Many of the protesters who attended the demonstration were there to support students. One protester named Valerie stated that she felt that students had been “abandoned” and that she was there “in solidarity with the students arrested during last year’s riots.”
Bill 14 and French language laws
Bill 14, formerly known as An Act to amend the Charter of the French language, saw sweeping legislation introduced into the National Assembly late last year that would amend the use of French in schools and workplaces.
While the Bill has yet to be passed, the debate surrounding it was reignited in the spring when the PQ introduced hearings over the proposed Bill, which was met with fierce opposition from the PLQ.

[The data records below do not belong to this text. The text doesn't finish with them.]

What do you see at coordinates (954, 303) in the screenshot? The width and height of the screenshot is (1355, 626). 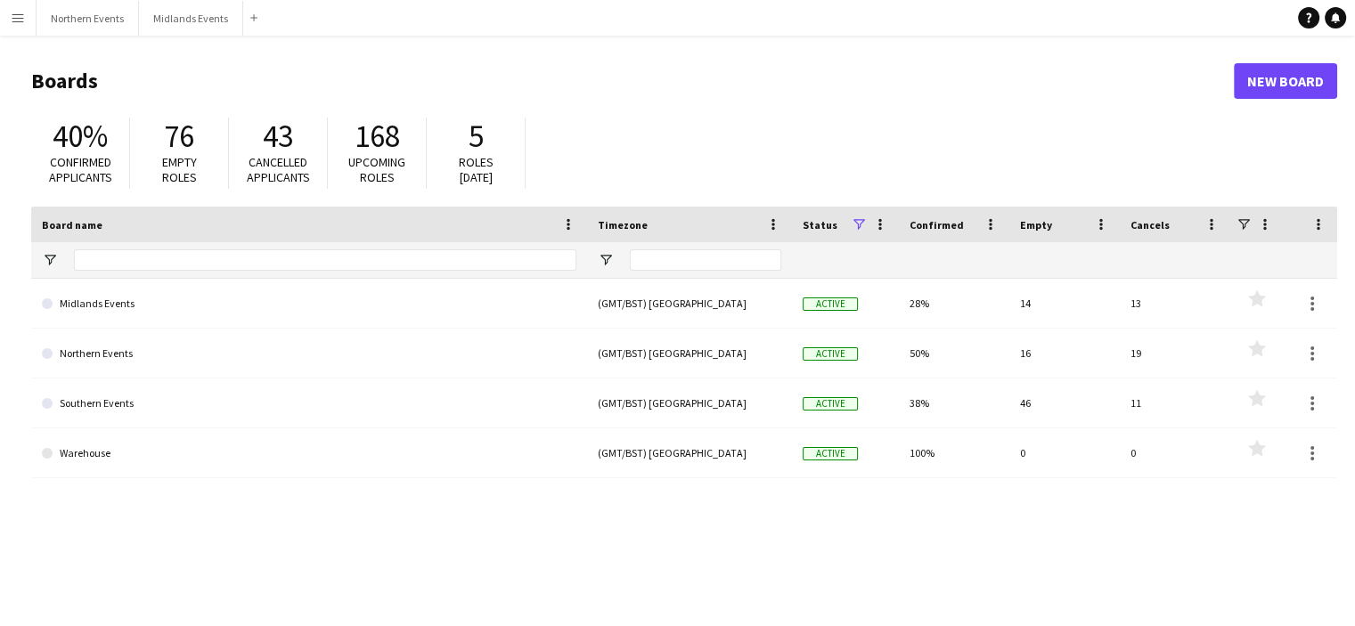 I see `div: 28%` at bounding box center [954, 303].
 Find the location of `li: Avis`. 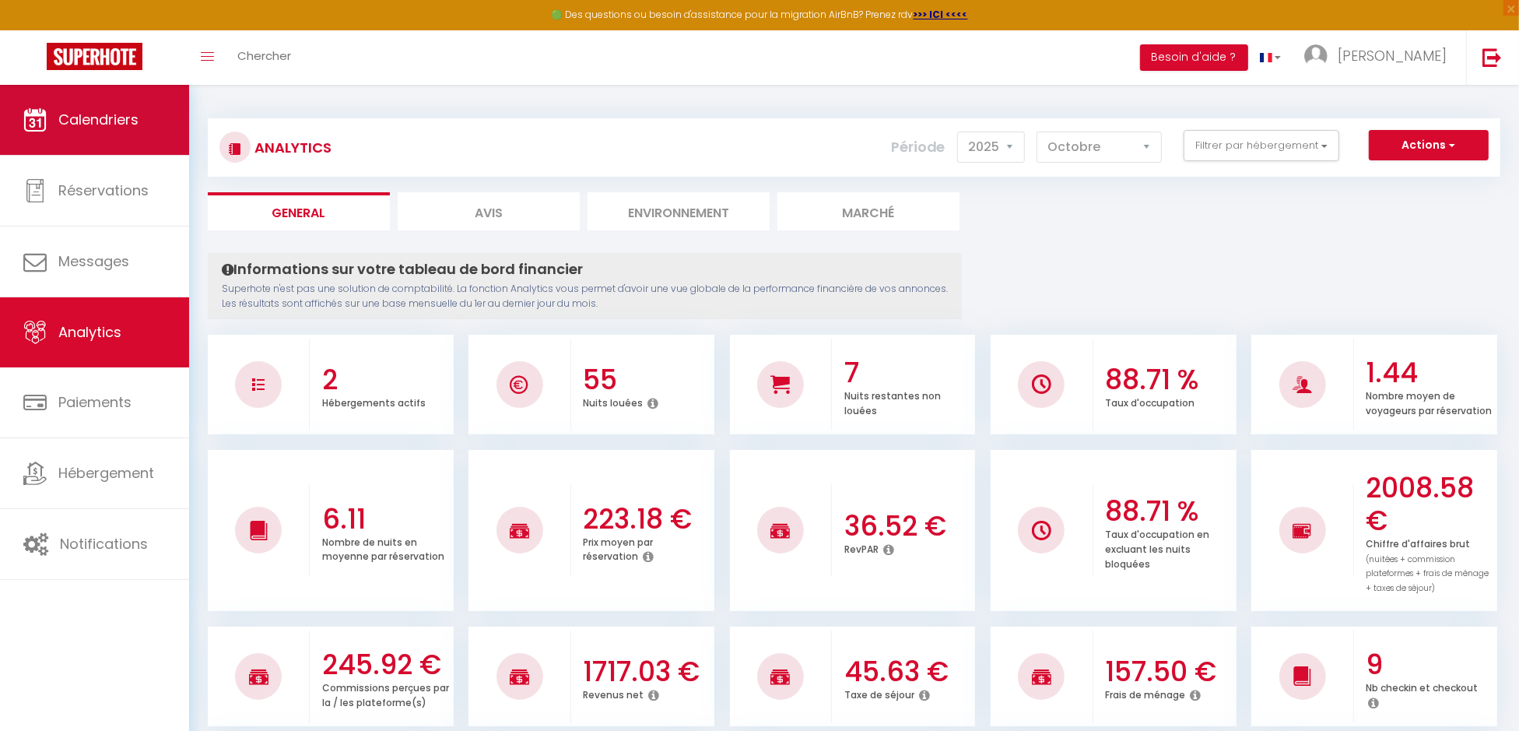

li: Avis is located at coordinates (489, 211).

Amendments proposed included allowing the provincial government to revoke the bilingual status of a municipality if the anglophone population drops below 50 per cent. Another proposed amendment specified that businesses with 26 employees or more needed to make French their everyday work language. The proposed amendments would also give inspectors the ability to seize anything they believe is an offence against the Charter.
Additionally, the Bill could see diplomas denied to CEGEP students if they do not meet a government-approved level of spoken and written French.
Selective secularism
Most recently, the PQ has provoked outrage across Quebec and Canada for its planned Quebec Charter of Values. Before the election in September, the PQ announced it was drafting the Charter, which would prohibit the wearing of religious symbols by public-sector employees in workplaces such as hospitals and schools.
The Charter has come under fire as it proposes a ban on symbols such as hijabs, veils, and kippahs, but does not extend to the crucifix – although it violates the Charter – which the PQ claims is part of Quebec’s history.
Marois was blasted for her comments, published in Le Devoir, that equated what she called the English model of multiculturalism with bombings. Despite outrage across Canada, with many calling the Charter xenophobic in its selectiveness, the PQ still plans to slowly implement the plan in a step-by-step manner.